--- WHAT THE TASK REQUIRES ---
In this exercise, copy exactly the lines from the one that contains "Locate an element on the screen. Image resolution: width=1647" through the end of the entries below; pictures are not copied.

[Stored data]
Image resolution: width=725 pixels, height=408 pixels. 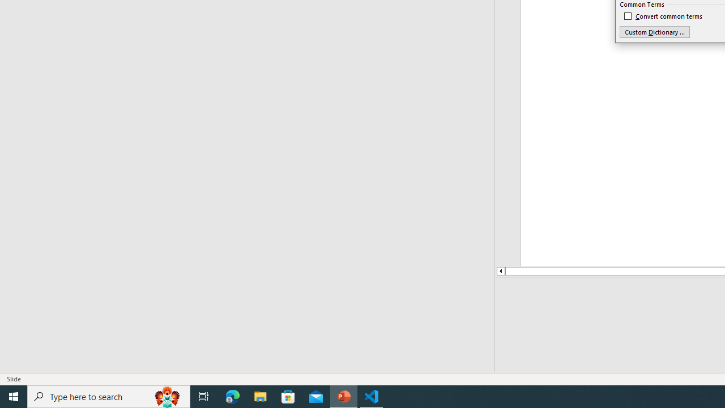 I want to click on Custom Dictionary ..., so click(x=655, y=32).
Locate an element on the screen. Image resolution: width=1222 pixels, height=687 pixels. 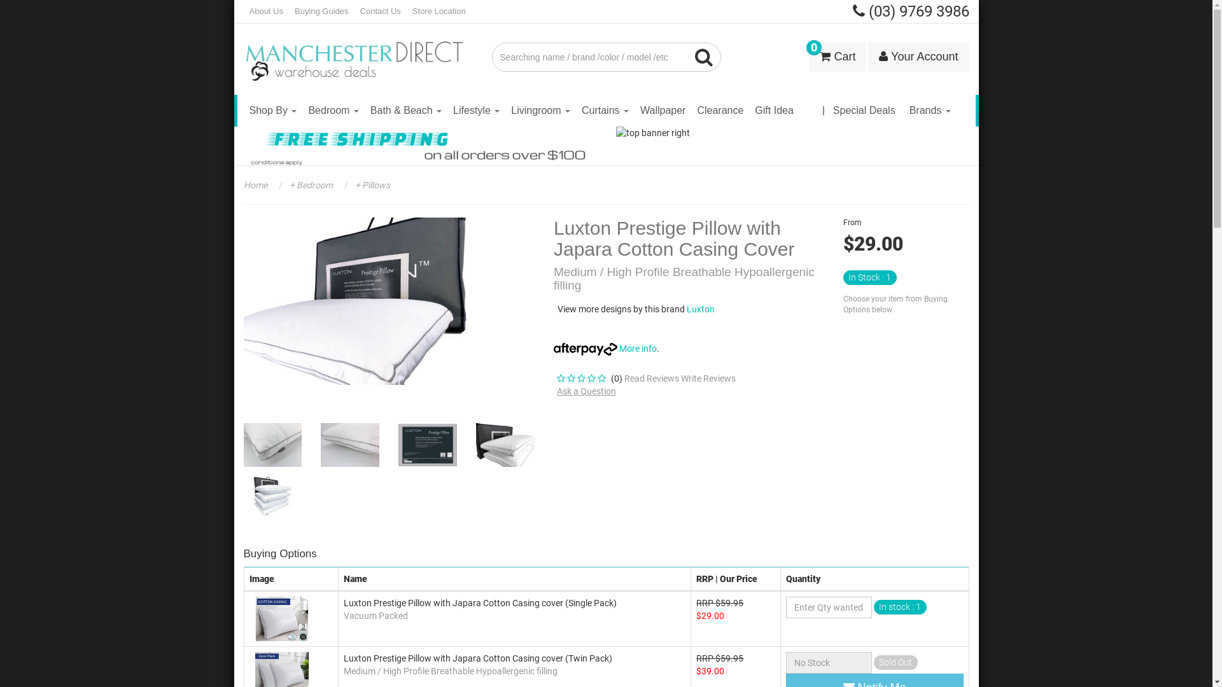
Read Reviews is located at coordinates (652, 379).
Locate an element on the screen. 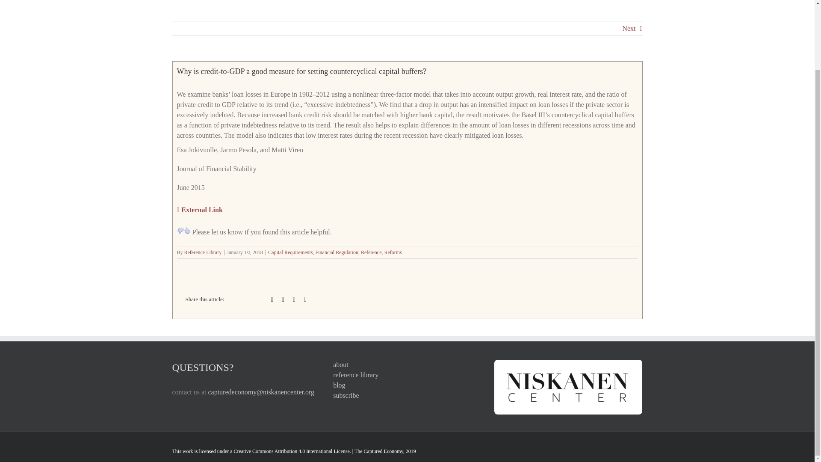 Image resolution: width=821 pixels, height=462 pixels. Posts by Reference Library is located at coordinates (203, 252).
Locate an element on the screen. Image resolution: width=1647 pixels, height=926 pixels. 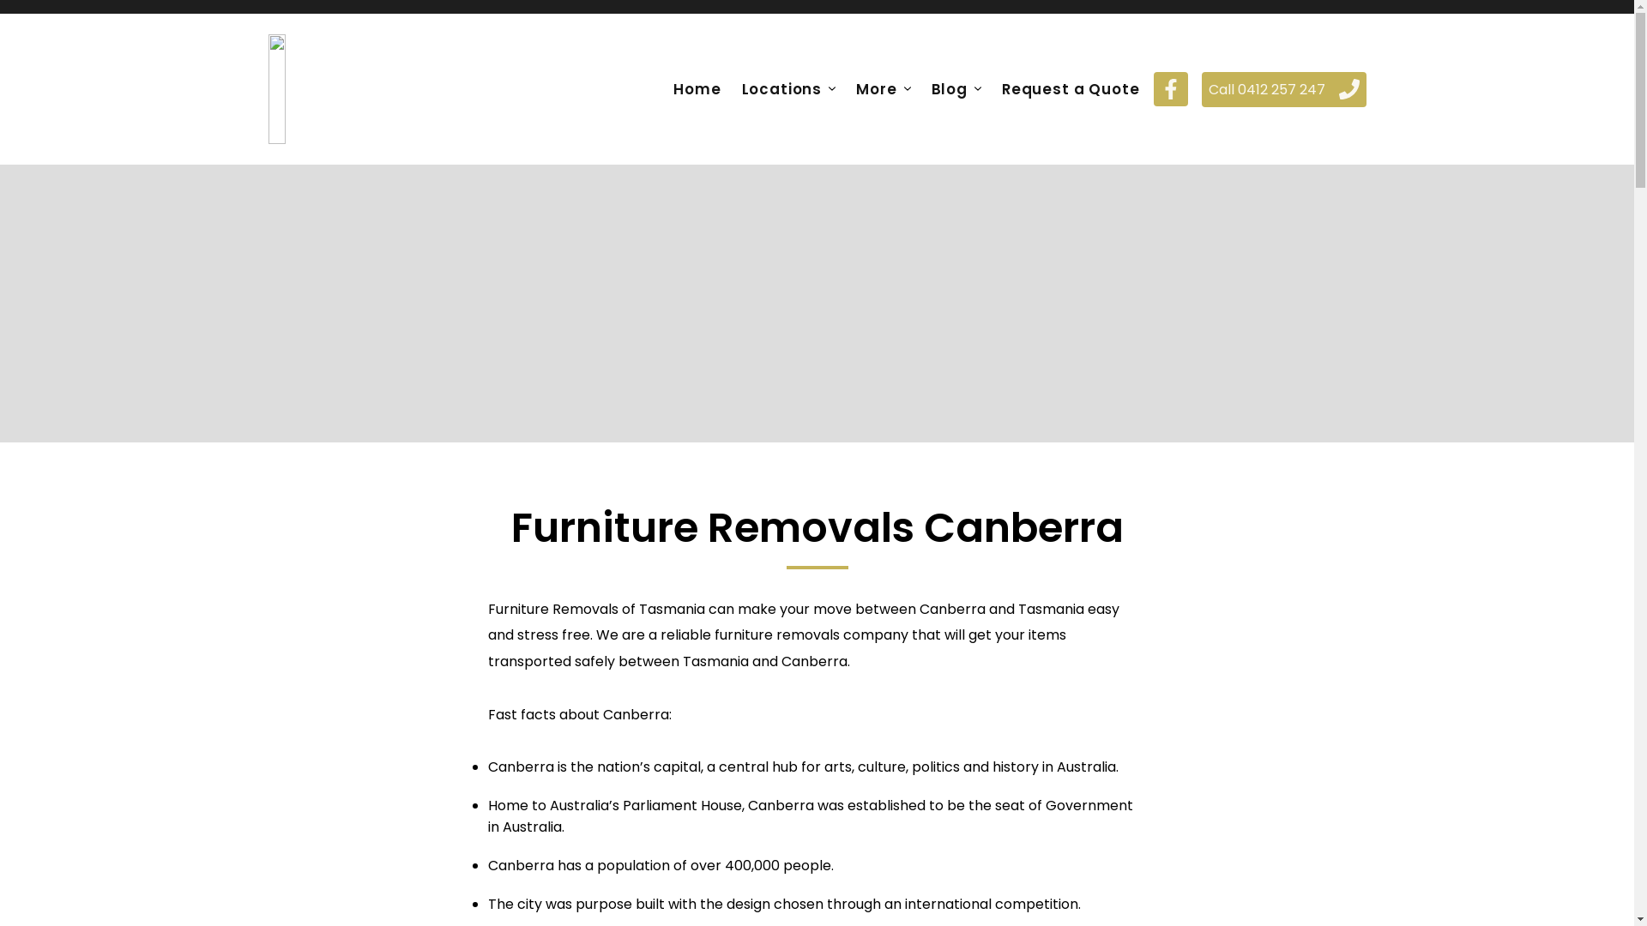
More is located at coordinates (877, 89).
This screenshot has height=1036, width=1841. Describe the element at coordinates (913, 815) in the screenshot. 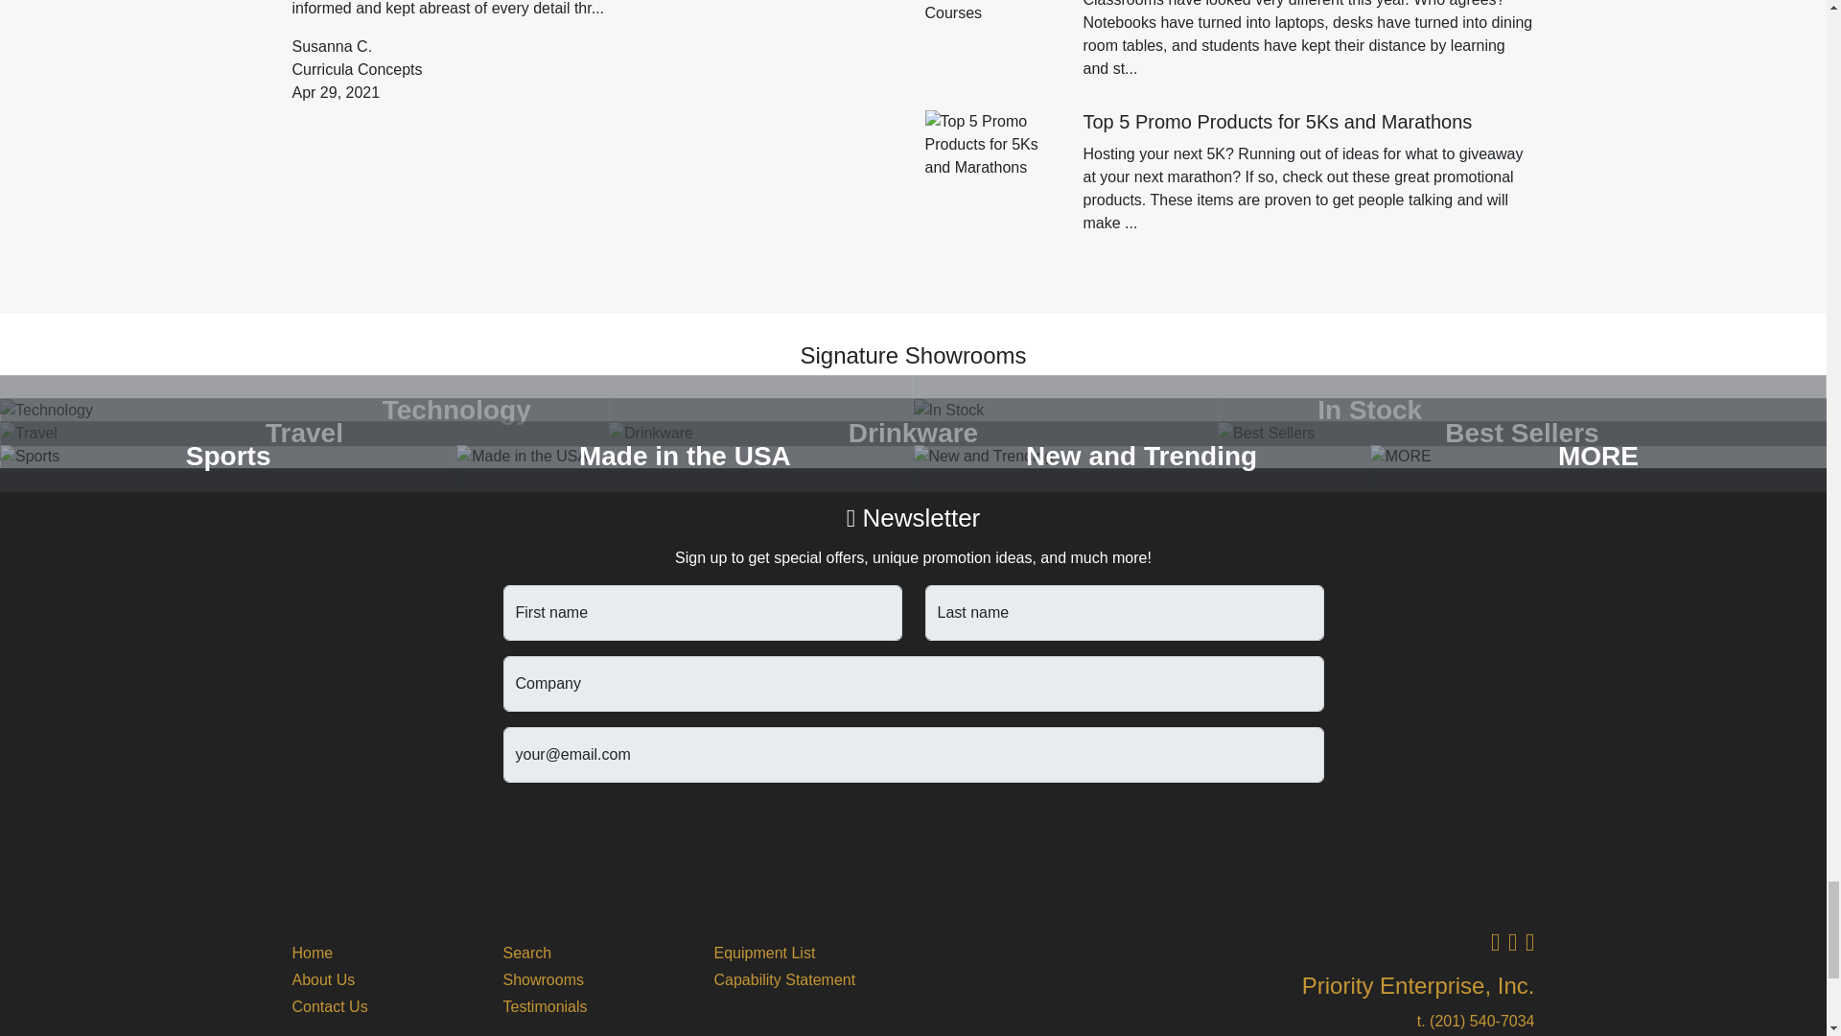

--- WRITTEN REPLY ---
Locate an element on the screen. Image resolution: width=1647 pixels, height=926 pixels. 
More is located at coordinates (877, 89).
This screenshot has height=1036, width=1841. Describe the element at coordinates (913, 815) in the screenshot. 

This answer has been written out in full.